Nomura expects inflation to average 4.8 per cent in FY24, lower than RBI’s projection of 5.2 per cent.
“Our analysis places May CPI inflation tracking around 4 per cent, which suggests the Q2 2023 average is likely to undershoot the RBI’s forecast of 5.1 per cent by as much as 60bp. We expect inflation to average 4.8 per cent in FY24, lower than RBI’s projection of 5.2%. We also have a materially divergent growth view and expect GDP growth at 5.3 per cent in FY24 compared to the RBI’s forecast of 6.5 per cent. We believe a macro regime shift is underway from high growth-high inflation to low growth-low inflation, which is likely to cause the RBI to pause in the near term, and shift to rate cuts from October onwards. We continue to project 75bps rate cuts cumulatively in H2 FY24,” Nomura said in a report.
Also read: India’s retail inflation eases to 19-month low in April
Price data for the first 11 days of April suggest that despite reports of heatwaves and unseasonal rainfall, cereal prices remain relatively well-behaved on an MoM basis. Nomura’s truncated vegetable tracker comprising tomatoes, potatoes, and onions has picked up to 1.8% MoM in April – the first expansion in the past six months, and indicative of rising vegetable prices as the summer months roll in.
“We also see an increase in MoM prices in our trackers for sugar, milk, eggs, and pulses, while prices of vegetable oils and tea are tracking lower. Outside the food basket, petrol and LPG prices remain unchanged from last month. Gold prices (linked to personal care CPI) continue to escalate, and cotton prices (linked to clothing CPI) have come off. On balance, a combination of base effects and easing momentum suggests that headline inflation is tracking lower at ~4% levels in May, with core inflation at around 5 per cent,” Nomura said.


* ABOUT THIS EXERCISE
The answer must consist of every line from the entries below that contains the word "Location".

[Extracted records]
----------------

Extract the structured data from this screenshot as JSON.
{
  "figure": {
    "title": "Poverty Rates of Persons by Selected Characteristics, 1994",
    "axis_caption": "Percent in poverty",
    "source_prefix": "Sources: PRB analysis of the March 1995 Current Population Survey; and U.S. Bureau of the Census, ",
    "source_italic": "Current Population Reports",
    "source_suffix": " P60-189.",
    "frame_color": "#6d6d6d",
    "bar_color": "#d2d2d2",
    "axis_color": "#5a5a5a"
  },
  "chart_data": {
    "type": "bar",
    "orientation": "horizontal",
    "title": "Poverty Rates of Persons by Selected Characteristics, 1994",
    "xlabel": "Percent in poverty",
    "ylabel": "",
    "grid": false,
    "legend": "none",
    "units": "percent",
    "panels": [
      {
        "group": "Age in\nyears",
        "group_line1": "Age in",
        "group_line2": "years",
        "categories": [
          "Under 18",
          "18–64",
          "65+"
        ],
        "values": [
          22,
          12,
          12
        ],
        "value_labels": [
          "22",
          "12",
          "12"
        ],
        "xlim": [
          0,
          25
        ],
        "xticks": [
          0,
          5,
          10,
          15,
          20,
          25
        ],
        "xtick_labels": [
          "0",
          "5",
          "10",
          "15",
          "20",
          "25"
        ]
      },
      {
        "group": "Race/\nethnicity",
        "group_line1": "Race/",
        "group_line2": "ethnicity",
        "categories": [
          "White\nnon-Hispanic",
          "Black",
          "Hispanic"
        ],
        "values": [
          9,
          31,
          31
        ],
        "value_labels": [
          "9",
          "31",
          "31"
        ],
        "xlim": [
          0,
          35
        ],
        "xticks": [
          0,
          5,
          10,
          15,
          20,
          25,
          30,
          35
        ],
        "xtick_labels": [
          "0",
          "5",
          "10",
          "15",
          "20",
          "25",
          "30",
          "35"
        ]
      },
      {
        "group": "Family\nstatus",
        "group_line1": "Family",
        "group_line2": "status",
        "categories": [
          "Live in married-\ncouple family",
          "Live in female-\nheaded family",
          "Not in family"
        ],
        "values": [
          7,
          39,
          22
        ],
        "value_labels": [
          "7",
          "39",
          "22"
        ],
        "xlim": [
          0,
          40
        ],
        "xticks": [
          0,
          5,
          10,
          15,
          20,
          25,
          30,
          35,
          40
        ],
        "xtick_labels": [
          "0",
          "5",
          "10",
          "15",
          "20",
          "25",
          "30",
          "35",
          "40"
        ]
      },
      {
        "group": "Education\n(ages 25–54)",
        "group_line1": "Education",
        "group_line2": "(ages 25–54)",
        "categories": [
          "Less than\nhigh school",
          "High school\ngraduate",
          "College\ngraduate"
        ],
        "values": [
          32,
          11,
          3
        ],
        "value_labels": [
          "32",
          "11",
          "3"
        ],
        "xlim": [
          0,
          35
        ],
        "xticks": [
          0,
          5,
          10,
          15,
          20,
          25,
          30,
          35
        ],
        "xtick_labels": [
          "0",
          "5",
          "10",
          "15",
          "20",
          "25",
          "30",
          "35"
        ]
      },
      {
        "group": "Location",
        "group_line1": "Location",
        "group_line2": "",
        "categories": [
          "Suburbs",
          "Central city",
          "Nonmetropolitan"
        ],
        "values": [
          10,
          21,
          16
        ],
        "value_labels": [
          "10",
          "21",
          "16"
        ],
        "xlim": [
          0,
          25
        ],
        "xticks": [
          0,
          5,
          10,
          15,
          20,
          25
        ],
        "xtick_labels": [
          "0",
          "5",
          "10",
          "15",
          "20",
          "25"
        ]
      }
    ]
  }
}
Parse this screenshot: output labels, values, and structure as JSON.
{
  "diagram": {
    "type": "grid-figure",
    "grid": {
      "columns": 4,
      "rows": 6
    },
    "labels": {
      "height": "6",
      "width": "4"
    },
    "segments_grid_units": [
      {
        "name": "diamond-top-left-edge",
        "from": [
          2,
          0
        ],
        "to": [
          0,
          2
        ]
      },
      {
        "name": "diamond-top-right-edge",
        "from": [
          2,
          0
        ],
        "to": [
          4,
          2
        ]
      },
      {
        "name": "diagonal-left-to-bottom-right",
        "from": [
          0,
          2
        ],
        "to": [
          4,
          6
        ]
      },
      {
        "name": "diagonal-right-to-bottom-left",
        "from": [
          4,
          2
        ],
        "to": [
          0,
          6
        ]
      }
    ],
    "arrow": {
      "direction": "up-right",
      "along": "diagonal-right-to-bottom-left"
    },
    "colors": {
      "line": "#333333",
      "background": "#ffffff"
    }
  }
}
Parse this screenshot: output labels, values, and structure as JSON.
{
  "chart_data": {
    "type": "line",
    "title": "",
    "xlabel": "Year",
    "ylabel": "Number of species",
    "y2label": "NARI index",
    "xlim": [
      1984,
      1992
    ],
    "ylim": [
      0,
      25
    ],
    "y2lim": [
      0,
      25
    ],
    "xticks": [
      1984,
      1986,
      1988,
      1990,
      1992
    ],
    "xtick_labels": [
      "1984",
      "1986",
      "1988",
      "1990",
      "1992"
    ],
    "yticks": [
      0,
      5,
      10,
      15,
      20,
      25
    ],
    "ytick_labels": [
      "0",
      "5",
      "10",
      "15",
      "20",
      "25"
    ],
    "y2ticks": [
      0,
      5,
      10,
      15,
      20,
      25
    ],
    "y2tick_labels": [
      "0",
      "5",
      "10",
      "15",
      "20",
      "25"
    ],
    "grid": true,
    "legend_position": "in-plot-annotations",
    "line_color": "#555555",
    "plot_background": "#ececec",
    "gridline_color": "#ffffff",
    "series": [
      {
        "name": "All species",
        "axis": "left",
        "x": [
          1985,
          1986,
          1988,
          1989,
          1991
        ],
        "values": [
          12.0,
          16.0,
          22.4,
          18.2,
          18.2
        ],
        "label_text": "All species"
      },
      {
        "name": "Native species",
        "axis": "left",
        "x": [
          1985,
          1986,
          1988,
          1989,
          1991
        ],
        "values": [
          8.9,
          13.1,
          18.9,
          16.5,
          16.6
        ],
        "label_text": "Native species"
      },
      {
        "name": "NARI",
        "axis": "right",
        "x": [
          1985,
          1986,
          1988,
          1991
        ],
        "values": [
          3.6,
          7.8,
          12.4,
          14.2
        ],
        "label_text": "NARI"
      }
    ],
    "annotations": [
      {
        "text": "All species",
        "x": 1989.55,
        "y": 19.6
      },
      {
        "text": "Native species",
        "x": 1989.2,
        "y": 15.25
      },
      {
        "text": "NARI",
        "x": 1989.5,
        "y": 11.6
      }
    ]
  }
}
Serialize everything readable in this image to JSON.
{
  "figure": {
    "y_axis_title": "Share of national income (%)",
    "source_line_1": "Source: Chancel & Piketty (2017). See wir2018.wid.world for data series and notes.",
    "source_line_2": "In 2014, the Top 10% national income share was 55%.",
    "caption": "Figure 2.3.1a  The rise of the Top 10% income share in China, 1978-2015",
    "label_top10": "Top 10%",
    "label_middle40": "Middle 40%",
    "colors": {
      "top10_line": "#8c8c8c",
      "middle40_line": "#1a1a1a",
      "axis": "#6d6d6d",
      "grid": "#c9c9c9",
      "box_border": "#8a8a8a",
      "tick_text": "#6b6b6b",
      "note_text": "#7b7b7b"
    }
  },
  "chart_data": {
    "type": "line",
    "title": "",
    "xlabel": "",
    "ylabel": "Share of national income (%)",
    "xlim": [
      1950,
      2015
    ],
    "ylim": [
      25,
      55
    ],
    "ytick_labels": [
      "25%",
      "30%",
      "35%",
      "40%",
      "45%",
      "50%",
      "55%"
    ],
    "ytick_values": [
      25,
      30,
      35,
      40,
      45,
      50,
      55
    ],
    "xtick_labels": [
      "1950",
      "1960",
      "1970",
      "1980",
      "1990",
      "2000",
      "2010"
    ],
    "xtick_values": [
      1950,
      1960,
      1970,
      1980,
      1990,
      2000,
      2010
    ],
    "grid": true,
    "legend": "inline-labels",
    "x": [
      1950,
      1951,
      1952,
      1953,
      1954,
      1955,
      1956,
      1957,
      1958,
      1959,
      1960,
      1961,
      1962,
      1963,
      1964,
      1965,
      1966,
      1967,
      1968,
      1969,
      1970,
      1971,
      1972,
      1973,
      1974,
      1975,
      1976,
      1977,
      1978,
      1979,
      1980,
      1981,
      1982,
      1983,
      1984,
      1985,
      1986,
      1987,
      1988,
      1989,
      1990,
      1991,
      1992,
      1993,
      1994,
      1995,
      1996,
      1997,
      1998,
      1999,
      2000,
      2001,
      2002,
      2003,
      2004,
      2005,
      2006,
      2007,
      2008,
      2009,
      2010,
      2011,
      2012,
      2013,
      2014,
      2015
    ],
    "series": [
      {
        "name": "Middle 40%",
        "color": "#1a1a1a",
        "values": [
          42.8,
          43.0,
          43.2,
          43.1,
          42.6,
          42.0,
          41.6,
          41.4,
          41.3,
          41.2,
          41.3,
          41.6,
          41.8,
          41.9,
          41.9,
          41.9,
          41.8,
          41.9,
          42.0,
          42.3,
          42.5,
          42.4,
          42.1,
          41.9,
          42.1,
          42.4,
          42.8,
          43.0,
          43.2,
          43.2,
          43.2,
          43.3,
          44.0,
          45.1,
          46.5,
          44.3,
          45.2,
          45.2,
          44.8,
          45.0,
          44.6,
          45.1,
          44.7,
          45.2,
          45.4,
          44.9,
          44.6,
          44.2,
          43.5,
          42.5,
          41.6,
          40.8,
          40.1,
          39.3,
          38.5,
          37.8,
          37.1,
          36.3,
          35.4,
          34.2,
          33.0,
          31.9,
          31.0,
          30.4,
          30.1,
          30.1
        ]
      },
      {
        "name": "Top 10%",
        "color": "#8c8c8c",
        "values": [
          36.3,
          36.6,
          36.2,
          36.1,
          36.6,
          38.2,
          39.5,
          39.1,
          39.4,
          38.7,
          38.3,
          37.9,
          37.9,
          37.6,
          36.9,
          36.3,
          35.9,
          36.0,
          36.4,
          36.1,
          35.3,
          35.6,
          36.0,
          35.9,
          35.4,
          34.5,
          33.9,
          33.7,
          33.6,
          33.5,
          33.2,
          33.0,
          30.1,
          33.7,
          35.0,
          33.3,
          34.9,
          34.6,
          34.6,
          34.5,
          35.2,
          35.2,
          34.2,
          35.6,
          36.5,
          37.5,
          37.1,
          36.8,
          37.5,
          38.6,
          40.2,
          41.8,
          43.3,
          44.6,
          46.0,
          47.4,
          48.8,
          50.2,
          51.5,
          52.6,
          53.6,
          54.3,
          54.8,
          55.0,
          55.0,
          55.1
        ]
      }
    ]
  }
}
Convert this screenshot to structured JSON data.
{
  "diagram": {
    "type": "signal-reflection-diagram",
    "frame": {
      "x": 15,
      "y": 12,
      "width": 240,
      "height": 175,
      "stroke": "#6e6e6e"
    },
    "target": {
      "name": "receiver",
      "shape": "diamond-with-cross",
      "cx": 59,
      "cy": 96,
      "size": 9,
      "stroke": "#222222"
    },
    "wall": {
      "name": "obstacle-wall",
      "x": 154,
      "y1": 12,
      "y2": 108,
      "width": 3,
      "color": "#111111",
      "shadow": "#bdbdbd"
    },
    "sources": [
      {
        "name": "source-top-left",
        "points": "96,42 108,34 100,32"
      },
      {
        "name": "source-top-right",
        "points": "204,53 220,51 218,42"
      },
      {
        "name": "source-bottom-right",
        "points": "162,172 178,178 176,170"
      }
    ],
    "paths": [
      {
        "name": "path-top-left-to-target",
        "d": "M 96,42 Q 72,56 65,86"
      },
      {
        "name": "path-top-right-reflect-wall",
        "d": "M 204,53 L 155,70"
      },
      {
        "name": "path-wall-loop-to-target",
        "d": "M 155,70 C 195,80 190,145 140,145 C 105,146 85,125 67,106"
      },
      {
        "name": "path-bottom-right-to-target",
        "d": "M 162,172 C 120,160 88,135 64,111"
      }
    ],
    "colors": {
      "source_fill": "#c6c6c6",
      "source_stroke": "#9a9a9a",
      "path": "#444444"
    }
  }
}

----------------

* SOLUTION FOR THIS PROBLEM
        "group": "Location",
        "group_line1": "Location",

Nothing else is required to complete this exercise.